Nucleotide synthesis inhibitors are a cornerstone of chemotherapy and immunosuppression. Methotrexate inhibits dihydrofolate reductase, limiting folate-dependent reactions including thymidylate synthesis. 5-fluorouracil inhibits thymidylate synthase. Hydroxyurea inhibits ribonucleotide reductase. Azathioprine and 6-mercaptopurine become thioguanine nucleotides, impairing purine synthesis. Leflunomide inhibits DHODH, with immunomodulatory effects; newer DHODH inhibitors (teriflunomide) treat multiple sclerosis. Mycophenolate inhibits IMPDH, depleting GMP in lymphocytes. Lesch-Nyhan syndrome (HGPRT deficiency) causes hyperuricemia, neurologic impairment, and self-mutilation.
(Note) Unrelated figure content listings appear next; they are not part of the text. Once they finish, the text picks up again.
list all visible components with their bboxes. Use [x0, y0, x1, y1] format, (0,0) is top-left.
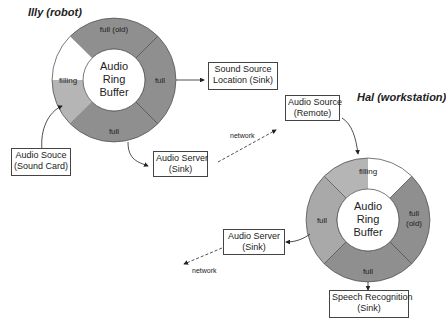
title-name: Illy — [28, 6, 43, 18]
box-line: (Remote) — [288, 108, 337, 119]
segment-label: filling — [59, 76, 77, 85]
hal-audio-server-box: Audio Server (Sink) — [223, 229, 285, 255]
box-line: (Sink) — [332, 303, 406, 314]
speech-recognition-box: Speech Recognition (Sink) — [329, 290, 409, 318]
title-role: workstation — [381, 91, 443, 103]
hal-title: Hal (workstation) — [357, 91, 446, 103]
network-label: network — [192, 267, 217, 274]
segment-label: full — [317, 216, 327, 225]
box-line: (Sink) — [226, 242, 282, 253]
segment-label: full — [409, 209, 419, 218]
segment-label: full — [155, 76, 165, 85]
audio-souce-box: Audio Souce (Sound Card) — [11, 148, 71, 176]
ring-center-label: Buffer — [353, 226, 382, 238]
box-line: Audio Source — [288, 97, 337, 108]
hal-ring-buffer: filling full (old) full full Audio Ring … — [306, 158, 430, 282]
illy-title: Illy (robot) — [28, 6, 82, 18]
ring-center-label: Ring — [103, 73, 126, 85]
segment-label: full — [109, 127, 119, 136]
arrow-to-audio-server — [128, 142, 148, 166]
box-line: Audio Server — [226, 231, 282, 242]
segment-label: full — [363, 267, 373, 276]
box-line: Audio Souce — [14, 150, 68, 161]
illy-ring-buffer: full (old) full full filling Audio Ring … — [52, 18, 176, 142]
network-label: network — [230, 132, 255, 139]
segment-label-extra: (old) — [406, 219, 422, 228]
box-line: Speech Recognition — [332, 292, 406, 303]
illy-audio-server-box: Audio Server (Sink) — [153, 151, 208, 177]
ring-center-label: Audio — [354, 200, 382, 212]
sound-source-location-box: Sound Source Location (Sink) — [208, 62, 278, 90]
network-arrow-out — [184, 248, 222, 264]
box-line: Location (Sink) — [211, 75, 275, 86]
ring-center-label: Buffer — [99, 86, 128, 98]
ring-center-label: Audio — [100, 60, 128, 72]
box-line: Audio Server — [156, 153, 205, 164]
arrow-to-hal-audio-server — [286, 234, 310, 242]
arrow-to-hal-ring — [342, 118, 358, 154]
segment-label: filling — [359, 167, 377, 176]
title-name: Hal — [357, 91, 374, 103]
box-line: (Sink) — [156, 164, 205, 175]
title-role: robot — [50, 6, 78, 18]
audio-source-remote-box: Audio Source (Remote) — [285, 95, 340, 121]
box-line: Sound Source — [211, 64, 275, 75]
ring-center-label: Ring — [357, 213, 380, 225]
arrow-from-audio-souce — [42, 106, 62, 150]
box-line: (Sound Card) — [14, 161, 68, 172]
segment-label: full (old) — [100, 25, 129, 34]
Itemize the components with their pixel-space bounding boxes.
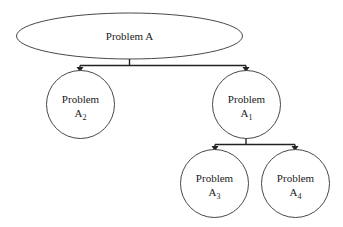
node-problem-a3: Problem A3 [181,150,249,218]
decomposition-diagram: Problem A Problem A2 Problem A1 Problem … [0,0,343,227]
node-problem-a4: Problem A4 [262,150,330,218]
node-problem-a1: Problem A1 [213,71,281,139]
node-problem-a: Problem A [17,13,243,59]
node-label: Problem [196,172,234,184]
edges-a1 [212,139,299,152]
node-label: Problem [62,93,100,105]
node-label: Problem A [106,30,153,42]
node-label: Problem [228,93,266,105]
node-label: Problem [277,172,315,184]
node-problem-a2: Problem A2 [47,71,115,139]
edges-root [77,59,250,72]
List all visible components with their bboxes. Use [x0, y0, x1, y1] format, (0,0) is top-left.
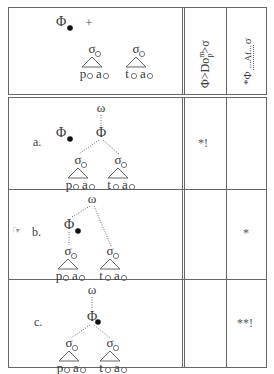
- cand-b-seg-0-0-ring-icon: [63, 275, 68, 280]
- cand-b-seg-0-0: p: [56, 268, 63, 283]
- cand-c-foot-sigma1-line: [71, 325, 90, 338]
- constraint-1-sub: p: [205, 54, 214, 58]
- cand-a-sigma-0-mora-icon: [81, 162, 86, 167]
- candidate-b-label: b.: [32, 225, 41, 240]
- violation-c-c2: **!: [237, 316, 253, 331]
- cand-c-foot-dot-icon: [95, 319, 101, 325]
- cand-a-floating-foot: Φ: [56, 125, 66, 140]
- input-seg-0-1-ring-icon: [103, 73, 108, 78]
- cand-c-seg-1-1: a: [114, 360, 120, 374]
- input-seg-1-1: a: [140, 66, 146, 81]
- cand-a-seg-0-0: p: [66, 177, 73, 192]
- input-seg-1-0-ring-icon: [131, 73, 136, 78]
- constraint-header-1: Φ>Domp>σ: [197, 40, 214, 88]
- constraint-2-mid: Af: [243, 52, 253, 62]
- cand-b-sigma-1-mora-icon: [113, 253, 118, 258]
- constraint-1-label: Φ>Do: [198, 58, 212, 88]
- cand-b-seg-0-1-ring-icon: [79, 275, 84, 280]
- input-seg-0-0: p: [80, 66, 87, 81]
- input-plus: +: [86, 16, 93, 30]
- candidate-c-label: c.: [34, 315, 42, 330]
- cand-a-omega: ω: [97, 100, 106, 115]
- cand-a-seg-0-1-ring-icon: [89, 184, 94, 189]
- cand-a-seg-0-1: a: [82, 177, 88, 192]
- constraint-2-tail: σ: [241, 38, 253, 44]
- cand-b-foot: Φ: [64, 217, 74, 232]
- cand-a-foot-sigma1-line: [79, 140, 99, 154]
- cand-a-sigma-0: σ: [74, 152, 81, 167]
- cand-c-seg-0-1-ring-icon: [80, 367, 85, 372]
- cand-c-seg-1-0-ring-icon: [105, 367, 110, 372]
- cand-c-sigma-1: σ: [106, 335, 113, 350]
- constraint-1-tail: >σ: [198, 40, 212, 53]
- cand-c-sigma-0-mora-icon: [72, 345, 77, 350]
- cand-b-sigma-0-mora-icon: [71, 253, 76, 258]
- cand-c-seg-0-0: p: [57, 360, 64, 374]
- cand-c-seg-0-1: a: [73, 360, 79, 374]
- cand-b-sigma-0: σ: [64, 243, 71, 258]
- cand-c-seg-1-0: t: [99, 360, 103, 374]
- cand-a-foot: Φ: [96, 125, 106, 140]
- cand-b-seg-1-0-ring-icon: [105, 275, 110, 280]
- cand-b-foot-dot-icon: [75, 228, 81, 234]
- input-seg-0-0-ring-icon: [87, 73, 92, 78]
- cand-b-seg-1-0: t: [99, 268, 103, 283]
- input-seg-1-0: t: [125, 66, 129, 81]
- input-sigma-1-mora-icon: [139, 51, 144, 56]
- cand-a-seg-1-0: t: [107, 177, 111, 192]
- cand-b-seg-0-1: a: [72, 268, 78, 283]
- cand-c-seg-1-1-ring-icon: [121, 367, 126, 372]
- cand-a-floating-dot-icon: [67, 136, 73, 142]
- cand-c-sigma-1-mora-icon: [113, 345, 118, 350]
- input-seg-1-1-ring-icon: [147, 73, 152, 78]
- cand-a-sigma-1: σ: [114, 152, 121, 167]
- constraint-2-label: *Φ: [241, 71, 253, 85]
- cand-a-seg-1-0-ring-icon: [113, 184, 118, 189]
- input-foot: Φ: [56, 14, 66, 29]
- constraint-header-2: *Φ ...Af...σ: [241, 38, 253, 85]
- cand-b-seg-1-1: a: [114, 268, 120, 283]
- candidate-a-label: a.: [33, 135, 41, 150]
- cand-c-omega: ω: [88, 282, 97, 297]
- input-sigma-0: σ: [88, 41, 95, 56]
- input-sigma-0-mora-icon: [95, 51, 100, 56]
- input-foot-dot-icon: [67, 25, 73, 31]
- cand-a-seg-1-1-ring-icon: [129, 184, 134, 189]
- cand-b-sigma-1: σ: [106, 243, 113, 258]
- input-seg-0-1: a: [96, 66, 102, 81]
- violation-a-c1: *!: [198, 136, 208, 151]
- cand-a-seg-0-0-ring-icon: [73, 184, 78, 189]
- violation-b-c2: *: [243, 226, 249, 241]
- cand-a-sigma-1-mora-icon: [121, 162, 126, 167]
- cand-c-sigma-0: σ: [65, 335, 72, 350]
- cand-b-seg-1-1-ring-icon: [121, 275, 126, 280]
- cand-a-seg-1-1: a: [122, 177, 128, 192]
- cand-b-omega: ω: [88, 191, 97, 206]
- cand-b-omega-sigma2-line: [94, 206, 111, 246]
- input-sigma-1: σ: [132, 41, 139, 56]
- cand-c-seg-0-0-ring-icon: [64, 367, 69, 372]
- pointing-hand-icon: ☞: [12, 224, 22, 237]
- cand-b-omega-foot-line: [72, 206, 90, 217]
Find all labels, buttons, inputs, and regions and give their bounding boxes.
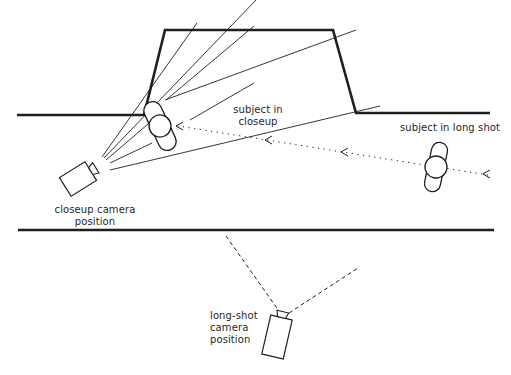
subject-longshot-label: subject in long shot: [400, 122, 500, 134]
arrowhead-icon: [265, 136, 272, 144]
longshot-field-of-view: [226, 236, 358, 313]
subject-closeup-label-line-2: closeup: [218, 116, 298, 128]
closeup-field-of-view: [102, 0, 380, 170]
arrowhead-icon: [341, 148, 348, 156]
longshot-camera-label-line-3: position: [210, 334, 258, 346]
subject-closeup-label-line-1: subject in: [218, 104, 298, 116]
subject-closeup-label: subject in closeup: [218, 104, 298, 128]
longshot-camera-label-line-2: camera: [210, 322, 258, 334]
closeup-camera-icon: [59, 159, 101, 197]
longshot-camera-icon: [262, 309, 294, 359]
longshot-camera-label-line-1: long-shot: [210, 310, 258, 322]
closeup-camera-label-line-1: closeup camera: [50, 204, 140, 216]
closeup-camera-label: closeup camera position: [50, 204, 140, 228]
arrowhead-icon: [176, 122, 183, 130]
set-wall-outline: [17, 30, 490, 115]
closeup-camera-label-line-2: position: [50, 216, 140, 228]
subject-longshot-figure-icon: [420, 140, 452, 193]
arrowhead-icon: [483, 170, 490, 178]
longshot-camera-label: long-shot camera position: [210, 310, 258, 346]
subject-longshot-label-text: subject in long shot: [400, 122, 500, 133]
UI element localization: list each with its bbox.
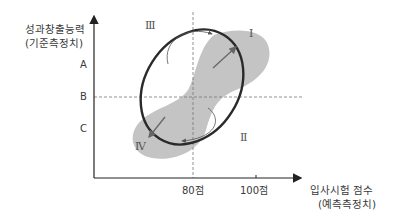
x-axis-title-line2: (예측측정치): [318, 198, 376, 210]
level-b-label: B: [80, 91, 87, 103]
tick-80-label: 80점: [182, 185, 204, 197]
tick-100-label: 100점: [240, 185, 268, 197]
quadrant-1-label: Ⅰ: [249, 27, 253, 40]
y-axis-title-line1: 성과창출능력: [25, 23, 85, 35]
level-c-label: C: [80, 123, 87, 135]
quadrant-2-label: Ⅱ: [240, 131, 247, 144]
level-a-label: A: [80, 59, 87, 71]
quadrant-4-label: Ⅳ: [135, 140, 146, 153]
x-axis-title-line1: 입사시험 점수: [310, 184, 373, 196]
y-axis-title-line2: (기준측정치): [25, 37, 83, 49]
quadrant-3-label: Ⅲ: [145, 19, 156, 32]
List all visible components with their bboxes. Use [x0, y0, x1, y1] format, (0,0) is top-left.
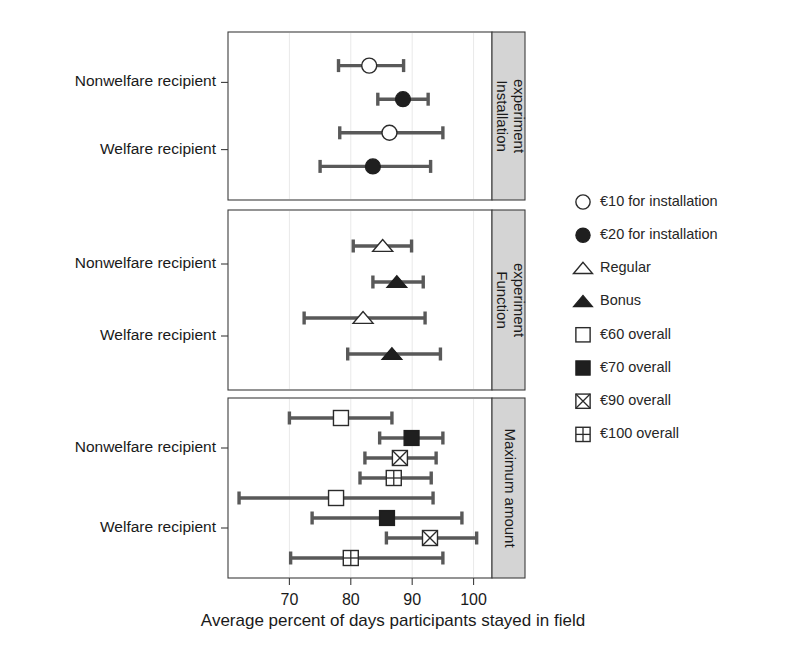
legend-item[interactable]: Regular: [574, 259, 651, 275]
panel-frame: [228, 210, 492, 390]
panel-1: InstallationexperimentNonwelfare recipie…: [75, 32, 528, 200]
x-axis-tick-label: 80: [342, 591, 360, 608]
chart-svg: InstallationexperimentNonwelfare recipie…: [0, 0, 786, 649]
legend-label: €60 overall: [600, 326, 671, 342]
panel-strip-label: Function: [494, 271, 511, 329]
legend-label: €20 for installation: [600, 226, 718, 242]
legend-label: €70 overall: [600, 359, 671, 375]
legend-layer: €10 for installation€20 for installation…: [574, 193, 718, 442]
panel-strip-label-2: experiment: [511, 79, 528, 154]
panel-3: Maximum amountNonwelfare recipientWelfar…: [75, 398, 525, 578]
legend-item[interactable]: €20 for installation: [576, 226, 718, 242]
legend-item[interactable]: €90 overall: [576, 392, 671, 408]
legend-item[interactable]: €10 for installation: [576, 193, 718, 209]
y-axis-label-nonwelfare: Nonwelfare recipient: [75, 254, 217, 271]
legend-label: €90 overall: [600, 392, 671, 408]
panel-strip-label-2: experiment: [511, 263, 528, 338]
x-axis-layer: 708090100: [280, 578, 487, 608]
legend-label: €10 for installation: [600, 193, 718, 209]
y-axis-label-welfare: Welfare recipient: [100, 326, 217, 343]
y-axis-label-welfare: Welfare recipient: [100, 518, 217, 535]
panel-2: FunctionexperimentNonwelfare recipientWe…: [75, 210, 528, 390]
panel-frame: [228, 32, 492, 200]
panel-strip-label: Installation: [494, 80, 511, 152]
legend-item[interactable]: €100 overall: [576, 425, 679, 441]
x-axis-tick-label: 100: [460, 591, 487, 608]
y-axis-label-nonwelfare: Nonwelfare recipient: [75, 438, 217, 455]
legend-item[interactable]: Bonus: [574, 292, 642, 308]
chart-figure: InstallationexperimentNonwelfare recipie…: [0, 0, 786, 649]
y-axis-label-nonwelfare: Nonwelfare recipient: [75, 72, 217, 89]
x-axis-title: Average percent of days participants sta…: [201, 611, 585, 630]
legend-item[interactable]: €60 overall: [576, 326, 671, 342]
legend-label: Bonus: [600, 292, 641, 308]
legend-label: €100 overall: [600, 425, 679, 441]
panels-layer: InstallationexperimentNonwelfare recipie…: [75, 32, 528, 578]
panel-frame: [228, 398, 492, 578]
panel-strip-label: Maximum amount: [502, 428, 519, 548]
legend-label: Regular: [600, 259, 651, 275]
x-axis-tick-label: 90: [403, 591, 421, 608]
x-axis-tick-label: 70: [280, 591, 298, 608]
y-axis-label-welfare: Welfare recipient: [100, 140, 217, 157]
legend-item[interactable]: €70 overall: [576, 359, 671, 375]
Adenosine deaminase (ADA) deficiency causes severe combined immunodeficiency.

Peptides That Target This Pathway

  • Thymosin alpha-1 — immunomodulatory peptide influencing lymphocyte proliferation (which depends on nucleotide synthesis).
  • Thymalin — peptide complex with reported effects on immune cell metabolism.
  • Cerebrolysin — neurotrophic preparation with proposed effects on neuronal metabolism.
  • Epitalon — pineal peptide studied for effects on cellular aging and proliferation.
  • Humanin — mitochondrial-derived peptide with cytoprotective effects.

Related entries

  • Amino Acid CatabolismThe pathways that dispose of dietary or mobilized amino acids by separating nitrogen for the urea cycle and channeling carbon skeletons into energy metabolism.
  • DNA Damage ResponseThe DNA damage response is the coordinated network of sensors, signal transducers, and effectors that detects DNA lesions, halts the cell cycle, and orchestrates repair or death.
  • Heme SynthesisThe eight-step pathway that builds heme from glycine and succinyl-CoA, essential for hemoglobin, cytochromes, and other hemoproteins.
  • Urea Cycle MetabolismThe hepatic cycle that converts ammonia from amino acid breakdown into urea for safe renal excretion.